Re: [PATCH v7 0/8] Add support for handling PCIe M.2 Key E connectors in devicetree

From: Chen-Yu Tsai

Date: Tue Apr 14 2026 - 06:29:50 EST


On Tue, Apr 14, 2026 at 4:28 PM Andy Shevchenko
<andriy.shevchenko@xxxxxxxxxxxxxxx> wrote:
>
> On Tue, Apr 14, 2026 at 01:03:19PM +0800, Chen-Yu Tsai wrote:
> > On Tue, Apr 14, 2026 at 12:08 AM Manivannan Sadhasivam <mani@xxxxxxxxxx> wrote:
> > > On Mon, Apr 13, 2026 at 07:33:12PM +0530, Manivannan Sadhasivam wrote:
> > > > On Mon, Apr 13, 2026 at 03:54:59PM +0800, Chen-Yu Tsai wrote:
> > > > > On Thu, Mar 26, 2026 at 01:36:28PM +0530, Manivannan Sadhasivam wrote:
>
> ...
>
> > > > > - Given that this connector actually represents two devices, how do I
> > > > > say I want the BT part to be a wakeup source, but not the WiFi part?
> > > > > Does wakeup-source even work at this point?
> > > >
> > > > You can't use the DT property since the devices are not described in DT
> > > > statically. But you can still use the per-device 'wakeup' sysfs knob to enable
> > > > wakeup.
> >
> > I see. I think not being able to specify generic properties for the devices
> > on the connector is going to be a bit problematic.
>
> This is nature of the open-connectors, especially on the busses that are
> hotpluggable, like PCIe. We never know what is connected there _ahead_.

I believe what you mean by "hotpluggable" is "user replaceable".

> In other words you can't describe in DT something that may not exist.

But this is actually doable with the PCIe slot representation. The
properties are put in the device node for the slot. If no card is
actually inserted in the slot, then no device is created, and the
device node is left as not associated with anything.

It's just that for this new M.2 E-key connector, there aren't separate
nodes for each interface. And the system doesn't associate the device
node with the device, because it's no longer a child node of the
controller or hierarchy, but connected over the OF graph.

Moving over to the E-key connector representation seems like one step
forward and one step backward in descriptive ability. We gain proper
power sequencing, but lose generic properties.

The latter part is solvable, but we likely need child nodes under the
connector for the different interfaces. Properties that make sense for
one type might not make sense for another.


Thanks
ChenYu

P.S. We could also just add child device nodes under the controller to
put the generic properties, but that's splitting the description into
multiple parts. Let's not go there if at all possible.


*About this exercise*
The required output holds only the lines from the one containing "Map <item>person</item> region." through the end of the material below, copied exactly, please, with no pictures.

____ Source information

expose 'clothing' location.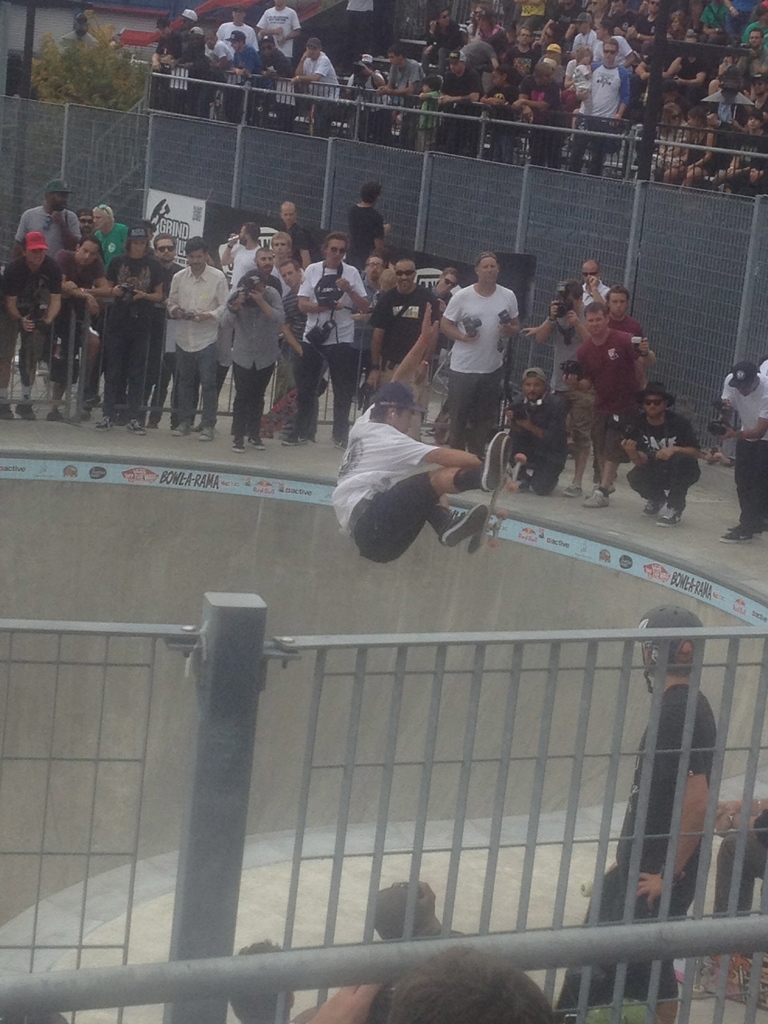
Exposed at Rect(324, 401, 442, 572).
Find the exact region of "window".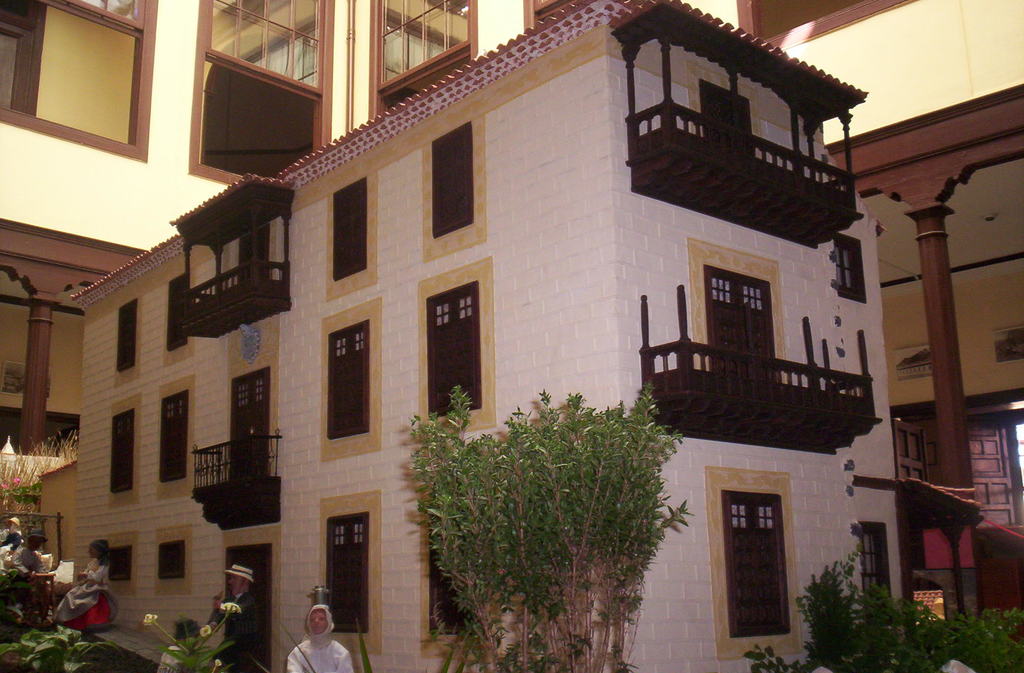
Exact region: x1=16, y1=3, x2=150, y2=153.
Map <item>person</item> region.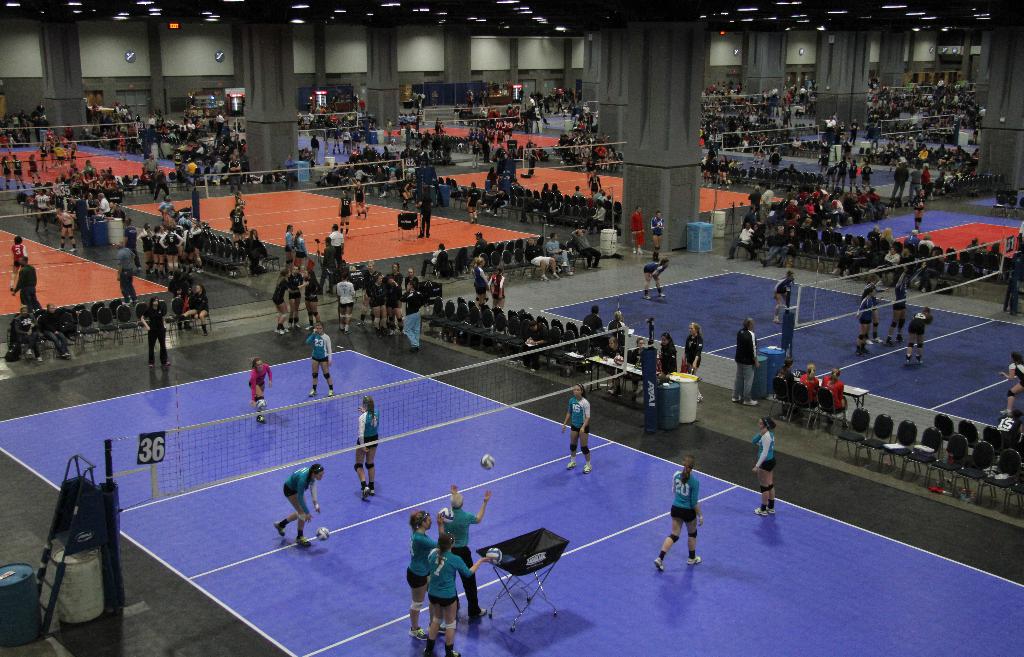
Mapped to left=646, top=209, right=664, bottom=250.
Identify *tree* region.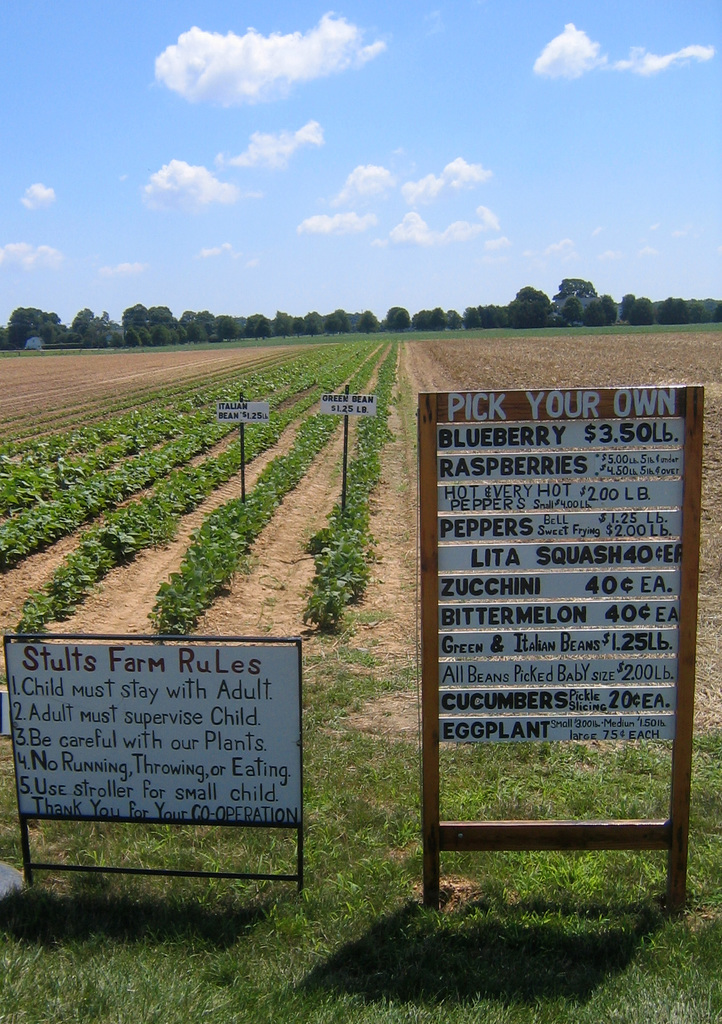
Region: crop(630, 294, 654, 325).
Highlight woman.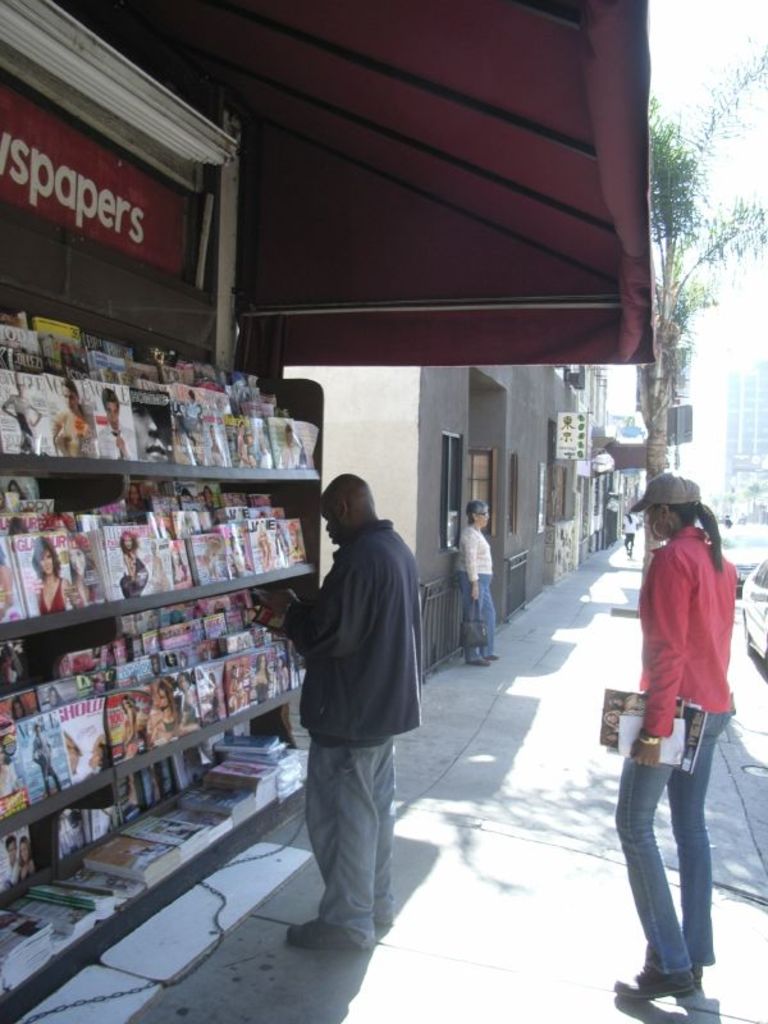
Highlighted region: bbox(603, 457, 754, 978).
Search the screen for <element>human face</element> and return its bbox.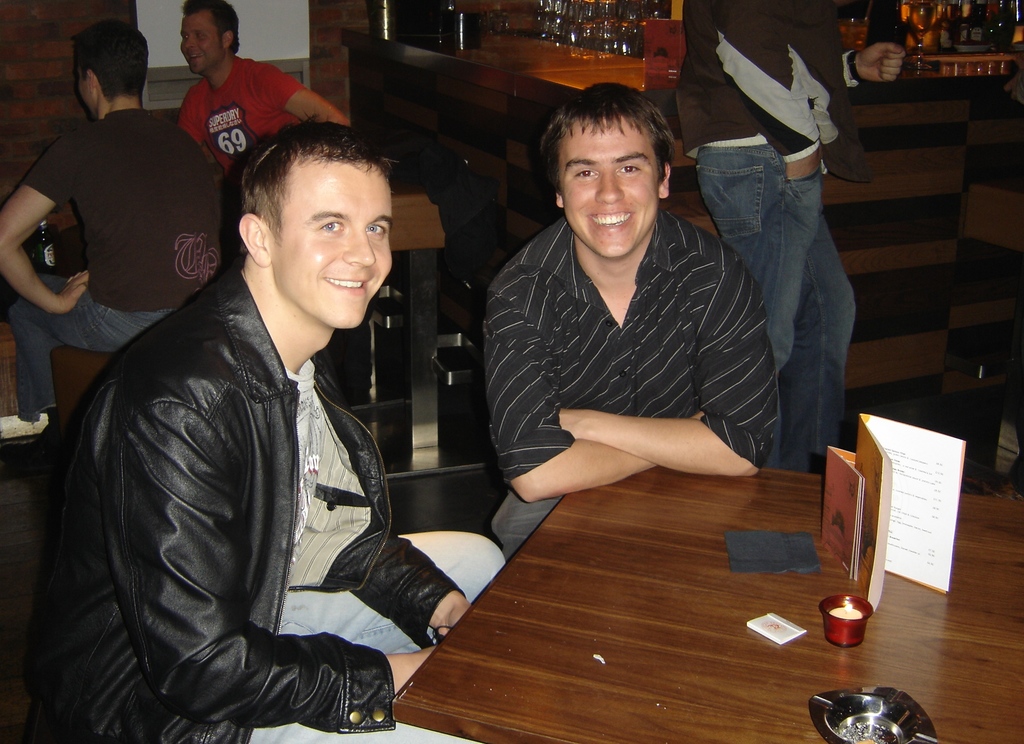
Found: box(566, 122, 660, 255).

________

*Output for this task*
Map <item>person</item> region.
Mapped to left=646, top=209, right=664, bottom=250.
Identify *tree* region.
Region: crop(630, 294, 654, 325).
Highlight woman.
Highlighted region: bbox(603, 457, 754, 978).
Search the screen for <element>human face</element> and return its bbox.
Found: box(566, 122, 660, 255).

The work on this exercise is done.